PPRuNe Forums - View Single Post - Centenary of Powered Flight
View Single Post
Old 19th Jan 2002, 00:35
  #18 (permalink)  
boofhead
 
Join Date: Feb 2000
Location: Pacific
Posts: 731
Likes: 0
Received 0 Likes on 0 Posts
Post

I've got an old book that I bought at a garage sale 25 years ago. It is a collection of flying magazines devoted to the history of flight, called "War in the Air" or "Aerial Wonders of Our Time." Fascinating book, although it is falling apart. It appears to have been published in 1936 but there is no publishing information inside.
On page 278 is the famous picture taken of the actual first flight, and the caption reads "A New Science is Born..When man's age-old aspiration became a reality with the first brief flight of the Wright aeroplane on December 17, 1903, the news was received with doubt. But later an unbelieving world awoke to find that a new and mighty science had been born. In this historic photograph something of the romance of that eventful day has been captured. Amongst the desolate sand dunes near Kitty Hawk, Orville Wright, after a catapult launch from a special track, skims through the air with engine barking thriumphantly and twin propellers whirling.
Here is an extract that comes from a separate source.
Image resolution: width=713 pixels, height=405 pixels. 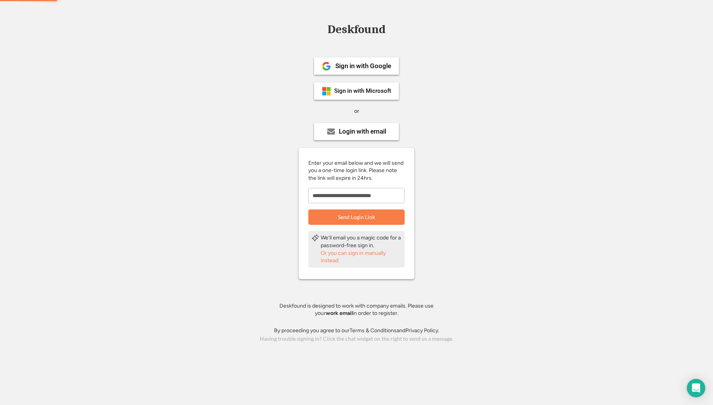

Meanwhile, his brother Wilbur watches in an attitude of wrapt, critical attention. Five other persons only were present on that historic occasion." This accompanies an article written by Capt J Laurence Pritchard Hon FRAes titled The Flight That Changed the World. The text of this article has been published other places many times. I have another copy of it published in the Observer Magazine Sunday 12 December 1993, with the original photo, but the caption is changed, crediting it to John Daniels, a Coastguard employee working nearby. The article does not mention a catapult, but refers to a sled using bicycle hubs as wheels running on a track arrangement. It infers that the takeoff was solely under the power of the engine running two propellers. But no photo of the track arrangement exists to my knowledge.

And again on page 426 there is an account of the first flight written by Sir Alliot Verdon-Roe, OBE FRAeS under the title Aeroplanes of the Past. Again no date. In this article, discussing the first flight of Orville and later flights in the series, and based, he says, on written conversations with Wilbur Wright, he wrote "Having started with glides from a hillside and knowing they could land all right on the sledge-like runners (instead of wheels), they developed a starting-off catapult arrangement. A weight was hoisted up to the top of a pylon, and when this weight was released it catapulted the machine into the air by means of a suitably arranged line over pulleys. There was really nothing terrifying to them in being shot off in this manner, as they were used to being launched down hill. The pilot lay down at first and later sat up, controlling the front elevator with a lever in one hand, and warping the main wings, for the purpose of lateral control, with the other."

So maybe I am not the only one dead wrong. But I guess part of that description applies to the original authors.